Khushwant Singh
Khushwant Singh, perhaps India's best known journalist was born in 1915 in Hadali, in Punjab. He was educated at Government College, Lahore and at King's College and the Inner Temple in London. He began his career as a journalist with the All India Radio in 1951.
Singh started the magazine Yojna and edited it during the years 1951-53.
The highlight of his career came when he served as the editor of the Illustrated Weekly of India during the late 1970s when its circulation sky-rocketed and the weekly became part of Indian reading habit among those who read English.
Singh went on to become editor of the Hindustan Times (1980-83). Today
(year 2005) he is India's best-known columnist and journalist.
Khushwant Singh has had a very successful career as a writer. Among the works he has published are a classic two-volume History of the Sikhs, several novels (the best-known of which are Delhi,
"Train to Pakistan" and "The Company of Women"), and a number of translated works and non-fiction books on Delhi, nature and current affairs.
Khushwant Singh even served as Member of India's Parliament (Rajyasabha)
from 1980 to
1985.
A courageous (he returned the Padmabhushan decoration in 1984 in protest against the siege of the Golden Temple during Operation Bluestar) and a naughty writer, his works on Sikh History are perhaps most authoritative works on the topic.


**Exercise**. Down to the last line, retype the records below exactly and skip the pictures.

**Data records**.
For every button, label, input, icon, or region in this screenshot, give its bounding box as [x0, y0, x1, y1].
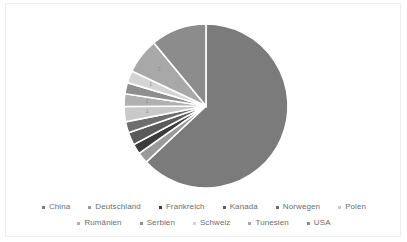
legend-swatch-icon — [248, 222, 251, 225]
legend-swatch-icon — [193, 222, 196, 225]
legend-item-label: Polen — [345, 199, 366, 215]
chart-legend: ChinaDeutschlandFrankreichKanadaNorwegen… — [6, 194, 402, 236]
legend-item-kanada[interactable]: Kanada — [223, 199, 258, 215]
legend-swatch-icon — [276, 206, 279, 209]
legend-item-schweiz[interactable]: Schweiz — [193, 215, 231, 231]
legend-item-frankreich[interactable]: Frankreich — [159, 199, 205, 215]
chart-card: 11122 ChinaDeutschlandFrankreichKanadaNo… — [5, 3, 401, 237]
legend-item-rum-nien[interactable]: Rumänien — [77, 215, 121, 231]
legend-swatch-icon — [338, 206, 341, 209]
legend-swatch-icon — [159, 206, 162, 209]
legend-item-china[interactable]: China — [42, 199, 70, 215]
legend-item-label: Rumänien — [84, 215, 121, 231]
legend-item-label: Kanada — [230, 199, 258, 215]
legend-item-polen[interactable]: Polen — [338, 199, 366, 215]
legend-item-norwegen[interactable]: Norwegen — [276, 199, 320, 215]
pie-chart-plot-area: 11122 — [6, 4, 402, 194]
legend-swatch-icon — [307, 222, 310, 225]
legend-item-label: Deutschland — [95, 199, 141, 215]
legend-row: ChinaDeutschlandFrankreichKanadaNorwegen… — [42, 199, 366, 215]
pie-chart-svg[interactable]: 11122 — [6, 4, 402, 194]
legend-swatch-icon — [88, 206, 91, 209]
legend-item-label: Frankreich — [166, 199, 205, 215]
legend-swatch-icon — [140, 222, 143, 225]
legend-item-label: Norwegen — [283, 199, 320, 215]
legend-swatch-icon — [77, 222, 80, 225]
legend-item-label: Schweiz — [200, 215, 231, 231]
legend-item-usa[interactable]: USA — [307, 215, 331, 231]
legend-row: RumänienSerbienSchweizTunesienUSA — [77, 215, 330, 231]
legend-swatch-icon — [223, 206, 226, 209]
pie-slice-group — [124, 24, 288, 188]
legend-item-label: China — [49, 199, 70, 215]
legend-item-label: Serbien — [147, 215, 175, 231]
legend-item-tunesien[interactable]: Tunesien — [248, 215, 288, 231]
legend-item-deutschland[interactable]: Deutschland — [88, 199, 141, 215]
legend-item-label: USA — [314, 215, 331, 231]
legend-item-label: Tunesien — [255, 215, 288, 231]
legend-swatch-icon — [42, 206, 45, 209]
legend-item-serbien[interactable]: Serbien — [140, 215, 175, 231]
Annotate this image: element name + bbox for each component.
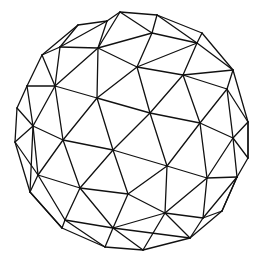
sphere-edge [237, 158, 248, 177]
sphere-edge [65, 220, 105, 247]
sphere-edge [97, 98, 150, 113]
sphere-edge [207, 138, 233, 178]
sphere-edge [167, 123, 200, 166]
sphere-edge [202, 33, 233, 70]
sphere-edge [65, 220, 113, 228]
illustration-canvas [0, 0, 260, 262]
sphere-edge [222, 177, 237, 211]
sphere-edge [62, 220, 65, 228]
sphere-edge [15, 142, 30, 192]
sphere-edge [183, 75, 227, 89]
sphere-edge [113, 150, 167, 166]
sphere-edge [97, 67, 137, 98]
sphere-edge [233, 122, 248, 138]
sphere-edge [60, 47, 98, 48]
sphere-edge [197, 43, 233, 70]
sphere-edge [233, 138, 237, 177]
sphere-edge [80, 150, 113, 188]
sphere-edge [55, 47, 60, 86]
sphere-edge [150, 75, 183, 113]
sphere-edge [15, 126, 33, 142]
sphere-edge [55, 86, 63, 140]
sphere-edge [200, 123, 207, 178]
sphere-edge [200, 89, 227, 123]
sphere-edge [27, 55, 42, 86]
sphere-edge [62, 228, 105, 247]
sphere-edge [227, 70, 233, 89]
sphere-edge [150, 113, 167, 166]
sphere-edge [105, 247, 143, 250]
sphere-edge [165, 178, 207, 213]
sphere-edge [113, 194, 128, 228]
sphere-edge [30, 192, 62, 228]
sphere-edge [63, 98, 97, 140]
sphere-edge [38, 140, 63, 175]
sphere-edge [165, 166, 167, 213]
sphere-edge [97, 98, 113, 150]
sphere-edge [233, 70, 248, 122]
sphere-edge [63, 140, 113, 150]
sphere-edge [120, 12, 157, 15]
sphere-edge [105, 228, 113, 247]
sphere-edge [165, 213, 203, 218]
sphere-edge [55, 86, 97, 98]
sphere-edge [128, 194, 165, 213]
sphere-edge [17, 86, 27, 108]
sphere-edge [183, 70, 233, 75]
sphere-edge [143, 238, 190, 250]
sphere-edge [137, 67, 150, 113]
sphere-edge [98, 48, 137, 67]
sphere-edge [137, 67, 183, 75]
sphere-edge [80, 188, 128, 194]
sphere-edge [30, 126, 33, 192]
sphere-edge [97, 48, 98, 98]
sphere-edge [113, 150, 128, 194]
sphere-edge [167, 166, 207, 178]
sphere-edge [107, 12, 120, 21]
sphere-edge [65, 188, 80, 220]
sphere-edge [207, 177, 237, 178]
sphere-edge [197, 33, 202, 43]
sphere-edge [55, 48, 98, 86]
geodesic-sphere-illustration [0, 0, 260, 262]
sphere-edge [120, 12, 152, 33]
wireframe-edges [15, 12, 248, 250]
sphere-edge [33, 126, 63, 140]
sphere-edge [183, 75, 200, 123]
sphere-edge [165, 213, 190, 238]
sphere-edge [33, 86, 55, 126]
sphere-edge [15, 108, 17, 142]
sphere-edge [80, 188, 113, 228]
sphere-edge [152, 15, 157, 33]
sphere-edge [150, 113, 200, 123]
sphere-edge [113, 113, 150, 150]
sphere-edge [203, 178, 207, 218]
sphere-edge [63, 140, 80, 188]
sphere-edge [33, 126, 38, 175]
sphere-edge [200, 123, 233, 138]
sphere-edge [60, 25, 78, 47]
sphere-edge [128, 166, 167, 194]
sphere-edge [42, 55, 55, 86]
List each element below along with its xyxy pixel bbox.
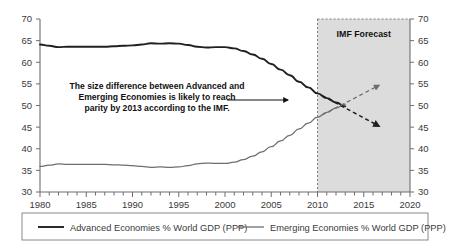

**Exercise result**.
For every button, label, input, icon, or region in this screenshot, give its bounding box as [x0, y0, x1, y1].
legend-swatch-icon — [248, 222, 251, 225]
legend-swatch-icon — [193, 222, 196, 225]
legend-item-label: Polen — [345, 199, 366, 215]
chart-legend: ChinaDeutschlandFrankreichKanadaNorwegen… — [6, 194, 402, 236]
legend-item-kanada[interactable]: Kanada — [223, 199, 258, 215]
legend-swatch-icon — [276, 206, 279, 209]
legend-item-schweiz[interactable]: Schweiz — [193, 215, 231, 231]
legend-item-frankreich[interactable]: Frankreich — [159, 199, 205, 215]
chart-card: 11122 ChinaDeutschlandFrankreichKanadaNo… — [5, 3, 401, 237]
legend-item-rum-nien[interactable]: Rumänien — [77, 215, 121, 231]
legend-swatch-icon — [338, 206, 341, 209]
legend-swatch-icon — [159, 206, 162, 209]
legend-item-china[interactable]: China — [42, 199, 70, 215]
legend-item-label: Rumänien — [84, 215, 121, 231]
legend-item-label: Kanada — [230, 199, 258, 215]
legend-item-polen[interactable]: Polen — [338, 199, 366, 215]
legend-item-norwegen[interactable]: Norwegen — [276, 199, 320, 215]
pie-chart-plot-area: 11122 — [6, 4, 402, 194]
legend-swatch-icon — [307, 222, 310, 225]
legend-item-label: Deutschland — [95, 199, 141, 215]
legend-row: ChinaDeutschlandFrankreichKanadaNorwegen… — [42, 199, 366, 215]
pie-chart-svg[interactable]: 11122 — [6, 4, 402, 194]
legend-swatch-icon — [88, 206, 91, 209]
legend-item-label: Frankreich — [166, 199, 205, 215]
legend-swatch-icon — [140, 222, 143, 225]
legend-item-label: Norwegen — [283, 199, 320, 215]
legend-swatch-icon — [77, 222, 80, 225]
legend-item-label: Schweiz — [200, 215, 231, 231]
legend-item-usa[interactable]: USA — [307, 215, 331, 231]
legend-row: RumänienSerbienSchweizTunesienUSA — [77, 215, 330, 231]
legend-swatch-icon — [223, 206, 226, 209]
pie-slice-group — [124, 24, 288, 188]
legend-item-label: China — [49, 199, 70, 215]
legend-item-label: Serbien — [147, 215, 175, 231]
legend-item-tunesien[interactable]: Tunesien — [248, 215, 288, 231]
legend-item-deutschland[interactable]: Deutschland — [88, 199, 141, 215]
legend-item-label: USA — [314, 215, 331, 231]
legend-item-label: Tunesien — [255, 215, 288, 231]
legend-swatch-icon — [42, 206, 45, 209]
legend-item-serbien[interactable]: Serbien — [140, 215, 175, 231]
Annotate this image: element name + bbox for each component.
sphere-edge [237, 158, 248, 177]
sphere-edge [65, 220, 105, 247]
sphere-edge [97, 98, 150, 113]
sphere-edge [207, 138, 233, 178]
sphere-edge [167, 123, 200, 166]
sphere-edge [202, 33, 233, 70]
sphere-edge [65, 220, 113, 228]
illustration-canvas [0, 0, 260, 262]
sphere-edge [222, 177, 237, 211]
sphere-edge [62, 220, 65, 228]
sphere-edge [15, 142, 30, 192]
sphere-edge [183, 75, 227, 89]
sphere-edge [113, 150, 167, 166]
sphere-edge [97, 67, 137, 98]
sphere-edge [233, 122, 248, 138]
sphere-edge [60, 47, 98, 48]
sphere-edge [197, 43, 233, 70]
sphere-edge [233, 138, 237, 177]
sphere-edge [80, 150, 113, 188]
sphere-edge [55, 47, 60, 86]
sphere-edge [150, 75, 183, 113]
sphere-edge [15, 126, 33, 142]
sphere-edge [55, 86, 63, 140]
sphere-edge [200, 123, 207, 178]
sphere-edge [200, 89, 227, 123]
sphere-edge [27, 55, 42, 86]
sphere-edge [62, 228, 105, 247]
sphere-edge [227, 70, 233, 89]
sphere-edge [150, 113, 167, 166]
sphere-edge [105, 247, 143, 250]
sphere-edge [165, 178, 207, 213]
sphere-edge [113, 194, 128, 228]
sphere-edge [30, 192, 62, 228]
sphere-edge [63, 98, 97, 140]
sphere-edge [38, 140, 63, 175]
sphere-edge [165, 166, 167, 213]
sphere-edge [97, 98, 113, 150]
sphere-edge [233, 70, 248, 122]
sphere-edge [63, 140, 113, 150]
sphere-edge [120, 12, 157, 15]
sphere-edge [105, 228, 113, 247]
sphere-edge [165, 213, 203, 218]
sphere-edge [55, 86, 97, 98]
sphere-edge [128, 194, 165, 213]
sphere-edge [17, 86, 27, 108]
sphere-edge [183, 70, 233, 75]
sphere-edge [143, 238, 190, 250]
sphere-edge [137, 67, 150, 113]
sphere-edge [98, 48, 137, 67]
sphere-edge [137, 67, 183, 75]
sphere-edge [80, 188, 128, 194]
sphere-edge [30, 126, 33, 192]
sphere-edge [97, 48, 98, 98]
sphere-edge [113, 150, 128, 194]
sphere-edge [167, 166, 207, 178]
sphere-edge [107, 12, 120, 21]
sphere-edge [65, 188, 80, 220]
sphere-edge [207, 177, 237, 178]
sphere-edge [197, 33, 202, 43]
sphere-edge [55, 48, 98, 86]
geodesic-sphere-illustration [0, 0, 260, 262]
sphere-edge [120, 12, 152, 33]
wireframe-edges [15, 12, 248, 250]
sphere-edge [33, 126, 63, 140]
sphere-edge [183, 75, 200, 123]
sphere-edge [165, 213, 190, 238]
sphere-edge [33, 86, 55, 126]
sphere-edge [15, 108, 17, 142]
sphere-edge [80, 188, 113, 228]
sphere-edge [152, 15, 157, 33]
sphere-edge [150, 113, 200, 123]
sphere-edge [113, 113, 150, 150]
sphere-edge [203, 178, 207, 218]
sphere-edge [63, 140, 80, 188]
sphere-edge [33, 126, 38, 175]
sphere-edge [200, 123, 233, 138]
sphere-edge [60, 25, 78, 47]
sphere-edge [128, 166, 167, 194]
sphere-edge [42, 55, 55, 86]
List each element below along with its xyxy pixel bbox.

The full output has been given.